Zweistein_42 asks: "I work at a large, navy-coloured IT corporation. A new, more secured password policy has just taken effect and will be strictly enforced: 8 characters alphanumeric, changed *every 90 days*, with standard checks for non-repetitiveness, dictionary, uniqueness, etc. Is there any research to support whether such requirements actually increase security?" "I have almost a dozen applications I use daily (e-mail, VPN, Windows login, intranet, FTP, etc), plus 20-30 I access 'occasionally', and their passwords have to be unique - and change at different times. I usually take the trouble to memorize random alphanumeric, un-guessable combinations; but even I won't bother memorizing an average of 2 random strings a week. Eventually, won't most people use their pets names (fuzzy1cat, fuzzy2cat, etc) and start writing passwords on a note on their screen?

Every time I see such a policy, I strongly believe it makes *my* passwords less secure. What is the average user's reaction? What about lost & support time trying to regain forgotten passwords?"

3 of 233 comments (clear)

  1. Password Safe by MaccaUK · · Score: 5, Interesting
    Funnily enough, the use of a password safe - an app that keeps track of multiple passwords, similar to Apple's Keychain - is available (even encouraged) in that blue company :-)

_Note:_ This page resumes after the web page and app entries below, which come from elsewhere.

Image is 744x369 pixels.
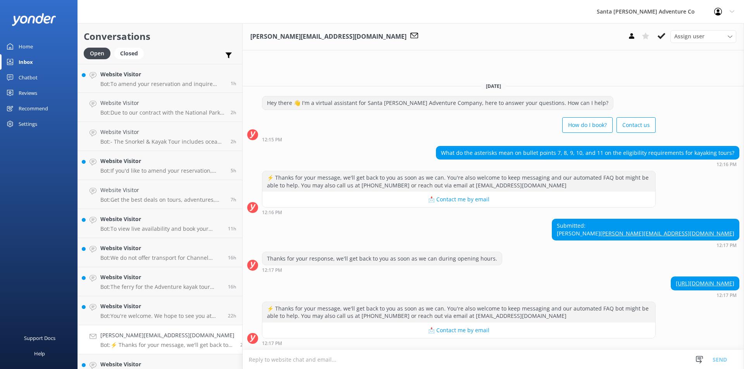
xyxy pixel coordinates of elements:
[100,331,234,340] h4: [PERSON_NAME][EMAIL_ADDRESS][DOMAIN_NAME]
[100,138,225,145] p: Bot: - The Snorkel & Kayak Tour includes ocean kayaks, but the type (sit-in or sit-on-top) is not...
[100,342,234,349] p: Bot: ⚡ Thanks for your message, we'll get back to you as soon as we can. You're also welcome to k...
[262,341,282,346] strong: 12:17 PM
[552,219,739,240] div: Submitted: [PERSON_NAME]
[100,70,225,79] h4: Website Visitor
[84,29,236,44] h2: Conversations
[19,54,33,70] div: Inbox
[12,13,56,26] img: yonder-white-logo.png
[34,346,45,362] div: Help
[262,171,655,192] div: ⚡ Thanks for your message, we'll get back to you as soon as we can. You're also welcome to keep m...
[100,360,225,369] h4: Website Visitor
[114,49,148,57] a: Closed
[670,30,736,43] div: Assign User
[84,48,110,59] div: Open
[100,273,222,282] h4: Website Visitor
[674,32,705,41] span: Assign user
[228,226,236,232] span: Aug 25 2025 12:32am (UTC -07:00) America/Tijuana
[100,157,225,165] h4: Website Visitor
[552,243,739,248] div: Aug 24 2025 12:17pm (UTC -07:00) America/Tijuana
[717,293,737,298] strong: 12:17 PM
[19,101,48,116] div: Recommend
[78,64,242,93] a: Website VisitorBot:To amend your reservation and inquire about a refund for the ticket, please co...
[19,39,33,54] div: Home
[262,252,502,265] div: Thanks for your response, we'll get back to you as soon as we can during opening hours.
[717,243,737,248] strong: 12:17 PM
[84,49,114,57] a: Open
[228,255,236,261] span: Aug 24 2025 07:07pm (UTC -07:00) America/Tijuana
[78,296,242,326] a: Website VisitorBot:You're welcome. We hope to see you at [GEOGRAPHIC_DATA][PERSON_NAME] Adventure...
[262,267,502,273] div: Aug 24 2025 12:17pm (UTC -07:00) America/Tijuana
[262,323,655,338] button: 📩 Contact me by email
[262,268,282,273] strong: 12:17 PM
[100,109,225,116] p: Bot: Due to our contract with the National Park Service, we are unable to sell ferry tickets to p...
[100,196,225,203] p: Bot: Get the best deals on tours, adventures, and group activities in [GEOGRAPHIC_DATA][PERSON_NA...
[600,230,734,237] a: [PERSON_NAME][EMAIL_ADDRESS][DOMAIN_NAME]
[671,293,739,298] div: Aug 24 2025 12:17pm (UTC -07:00) America/Tijuana
[436,162,739,167] div: Aug 24 2025 12:16pm (UTC -07:00) America/Tijuana
[100,226,222,233] p: Bot: To view live availability and book your Santa [PERSON_NAME] Adventure tour, click [URL][DOMA...
[262,302,655,323] div: ⚡ Thanks for your message, we'll get back to you as soon as we can. You're also welcome to keep m...
[78,151,242,180] a: Website VisitorBot:If you'd like to amend your reservation, please contact the Santa [PERSON_NAME...
[231,80,236,87] span: Aug 25 2025 09:55am (UTC -07:00) America/Tijuana
[100,302,222,311] h4: Website Visitor
[562,117,613,133] button: How do I book?
[100,99,225,107] h4: Website Visitor
[78,209,242,238] a: Website VisitorBot:To view live availability and book your Santa [PERSON_NAME] Adventure tour, cl...
[262,341,656,346] div: Aug 24 2025 12:17pm (UTC -07:00) America/Tijuana
[19,70,38,85] div: Chatbot
[19,116,37,132] div: Settings
[78,180,242,209] a: Website VisitorBot:Get the best deals on tours, adventures, and group activities in [GEOGRAPHIC_D...
[78,238,242,267] a: Website VisitorBot:We do not offer transport for Channel Islands kayaking tours from [GEOGRAPHIC_...
[100,255,222,262] p: Bot: We do not offer transport for Channel Islands kayaking tours from [GEOGRAPHIC_DATA][PERSON_N...
[100,284,222,291] p: Bot: The ferry for the Adventure kayak tour departs from Island Packers in the [GEOGRAPHIC_DATA]....
[19,85,37,101] div: Reviews
[78,93,242,122] a: Website VisitorBot:Due to our contract with the National Park Service, we are unable to sell ferr...
[231,138,236,145] span: Aug 25 2025 08:59am (UTC -07:00) America/Tijuana
[78,122,242,151] a: Website VisitorBot:- The Snorkel & Kayak Tour includes ocean kayaks, but the type (sit-in or sit-...
[676,280,734,287] a: [URL][DOMAIN_NAME]
[231,109,236,116] span: Aug 25 2025 09:24am (UTC -07:00) America/Tijuana
[100,186,225,195] h4: Website Visitor
[228,313,236,319] span: Aug 24 2025 01:06pm (UTC -07:00) America/Tijuana
[717,162,737,167] strong: 12:16 PM
[240,342,249,348] span: Aug 24 2025 12:17pm (UTC -07:00) America/Tijuana
[78,326,242,355] a: [PERSON_NAME][EMAIL_ADDRESS][DOMAIN_NAME]Bot:⚡ Thanks for your message, we'll get back to you as ...
[262,210,282,215] strong: 12:16 PM
[100,313,222,320] p: Bot: You're welcome. We hope to see you at [GEOGRAPHIC_DATA][PERSON_NAME] Adventure Co. soon!
[100,215,222,224] h4: Website Visitor
[617,117,656,133] button: Contact us
[481,83,506,90] span: [DATE]
[262,137,656,142] div: Aug 24 2025 12:15pm (UTC -07:00) America/Tijuana
[231,167,236,174] span: Aug 25 2025 06:04am (UTC -07:00) America/Tijuana
[114,48,144,59] div: Closed
[100,128,225,136] h4: Website Visitor
[262,192,655,207] button: 📩 Contact me by email
[262,210,656,215] div: Aug 24 2025 12:16pm (UTC -07:00) America/Tijuana
[100,244,222,253] h4: Website Visitor
[231,196,236,203] span: Aug 25 2025 03:43am (UTC -07:00) America/Tijuana
[78,267,242,296] a: Website VisitorBot:The ferry for the Adventure kayak tour departs from Island Packers in the [GEO...
[228,284,236,290] span: Aug 24 2025 06:58pm (UTC -07:00) America/Tijuana
[262,96,613,110] div: Hey there 👋 I'm a virtual assistant for Santa [PERSON_NAME] Adventure Company, here to answer you...
[100,167,225,174] p: Bot: If you'd like to amend your reservation, please contact the Santa [PERSON_NAME] Adventure Co...
[24,331,55,346] div: Support Docs
[250,32,407,42] h3: [PERSON_NAME][EMAIL_ADDRESS][DOMAIN_NAME]
[100,81,225,88] p: Bot: To amend your reservation and inquire about a refund for the ticket, please contact the Sant...
[262,138,282,142] strong: 12:15 PM
[436,146,739,160] div: What do the asterisks mean on bullet points 7, 8, 9, 10, and 11 on the eligibility requirements f...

    Of course, it's kind of a single point of failure in terms of security, if you don't take into account the need to use a boot password and Windows login. Also, if your laptop dies... and you haven't backed up the password file...

  2. Re:This is the reason by Bastian · · Score: 5, Interesting

    I hacked my own together with a USB key containing an encrypted keychain and encrypted copies of my SSH key files. (Granted, I have no idea if a PC equivalent exists - my office lives in Mac-and-Unix-Land.) The keychain is backed up to another secure location every time I add or change a password, because the passwords I use look like what you get when you fall asleep on the keyboard. The USB key comes with me when I leave the computer, and the keychain get's locked automatically after 10 minutes in case I forget.

    Not perfect, but it's better than post-it notes, and it does implement its own version of the "something you have and something you know" philosophy.

  3. Re:This is the reason by Ararat · · Score: 5, Interesting

    Well, one of the reasons. Two-factor authentication was defined (as I recall, by the US Bureau of Standards in the mid-70s) as any AAA system that requires presentation of two of the three factors (something held, something known, something one is), but there was originally an additional requirement: one of those factors must be resistant to replay, dynamic.

    Sniff and replay were then, and in many places still are today, a prominent security threat -- and that threat grew exponentially with the evolution of local nets, and then exploded in scale and volume with the Internet.
    The SecurID, or any One-time Password (OTP) used to provide "strong authentication," does indeed obviate the need for all the Draconian rules now used to buttress the static reusable password or passphrase. In '87, however, as the SecurID was first brought to market, we never thought the static password would survive, no matter how complex it became, because it had none of the inherent resistance to eavesdroppers provided by a dynamic password.

    We never dreamed that -- to save, per user, the price of a keyboard -- the corporate bean counters would stay committed to static reusable passwords for another 20 years, using these increasingly painful routines to make those passwords more resistant to guessing, dictionary, and now pre-computed hash attacks. Nor did we expect that the market would consistantly undervalue one of the token's core virtues: its resistance to sniff and replay.

    We thought it was obvious that a password, however strong, could never be enough.